Did Zombies Plague Medieval Ireland?
Perhaps.
Archaeologists discovered two medieval skeletons buried with large stones
shoved into their mouths, as a precaution against them rising from their
graves like zombies:
The "deviant burials" were comprised of two men who were buried there at different times in the 700s.
One of the men was between 40 and 60 years old, and the other was a young adult, probably between 20 and 30 years old. The two men were laid side by side and each had a baseball-sized rock shoved in his mouth.
"One of them was lying with his head looking straight up. A large black stone had been deliberately thrust into his mouth," Chris Read, head of Applied Archaeology at IT Sligo, said.
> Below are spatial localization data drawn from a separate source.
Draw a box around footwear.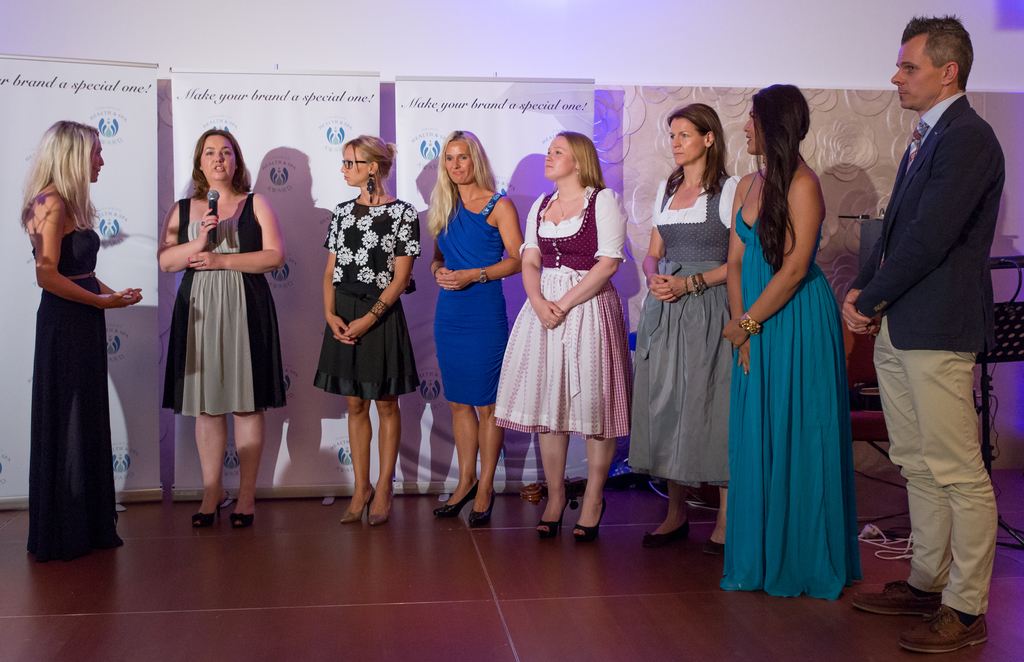
568 493 605 542.
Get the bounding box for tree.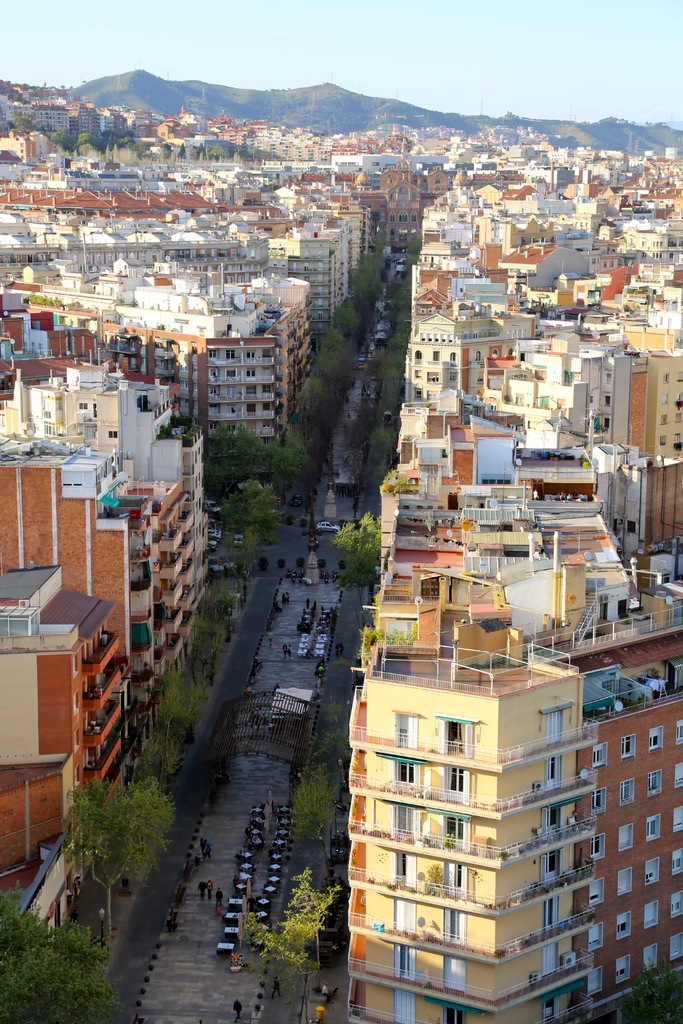
186/586/256/678.
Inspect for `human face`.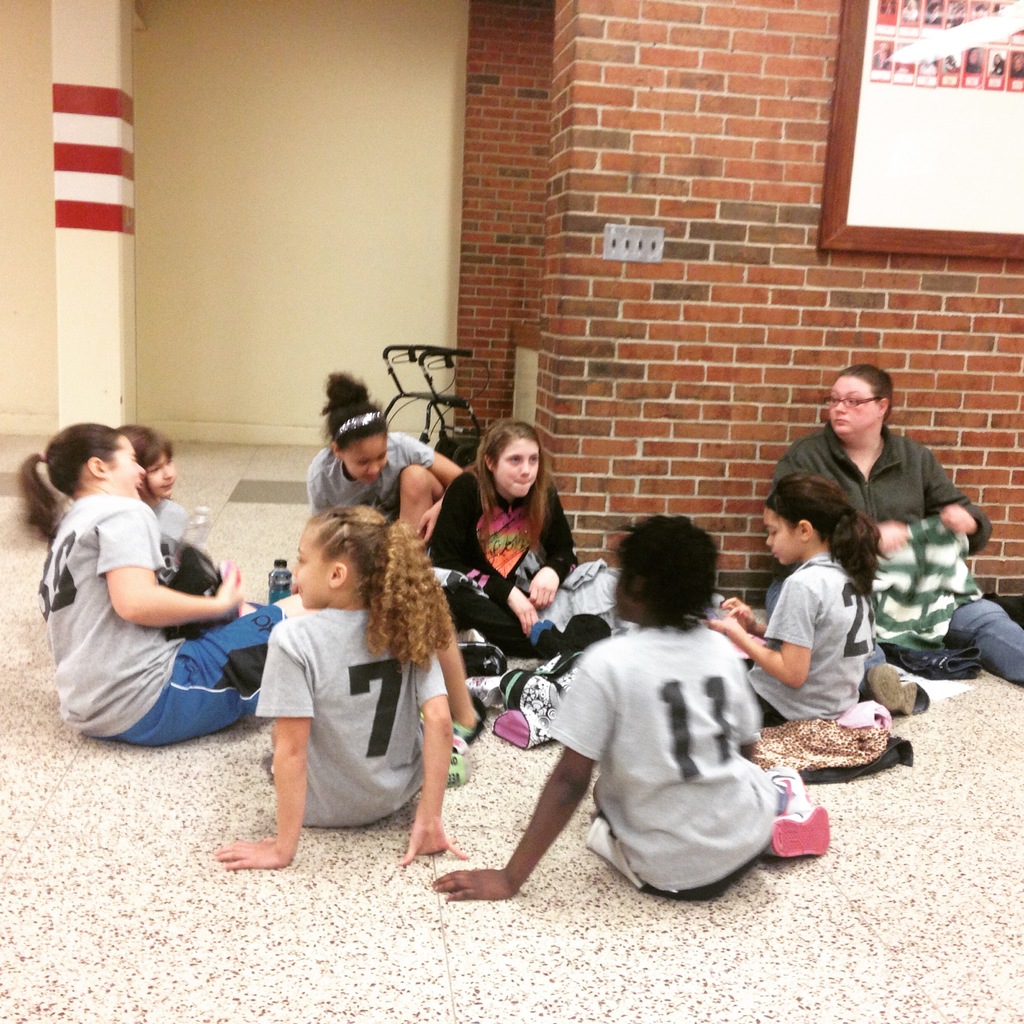
Inspection: {"left": 105, "top": 435, "right": 145, "bottom": 500}.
"The other had his head turned to the side and had an even larger stone wedged quite violently into his mouth so that his jaws were almost dislocated," he added.
Initially, Read and colleagues thought they had found a Black Death-related burial ground. Remains of individuals buried at the end of the Middle Ages with stones stuck in their mouths have hinted at vampire-slaying rituals.
It was believed that these "vampire" individuals spread the plague by chewing on their shrouds after dying. In a time before germ theory, the stone in the mouth was then used as a disease-blocking trick.
Since the vampire phenomenon didn't emerge in European folklore until the 1500's, the archaeologists ruled out this theory for the 8th century skeletons.
"In this case, the stones in the mouth might have acted as a barrier to stop revenants from coming back from their graves," Read told Discovery News.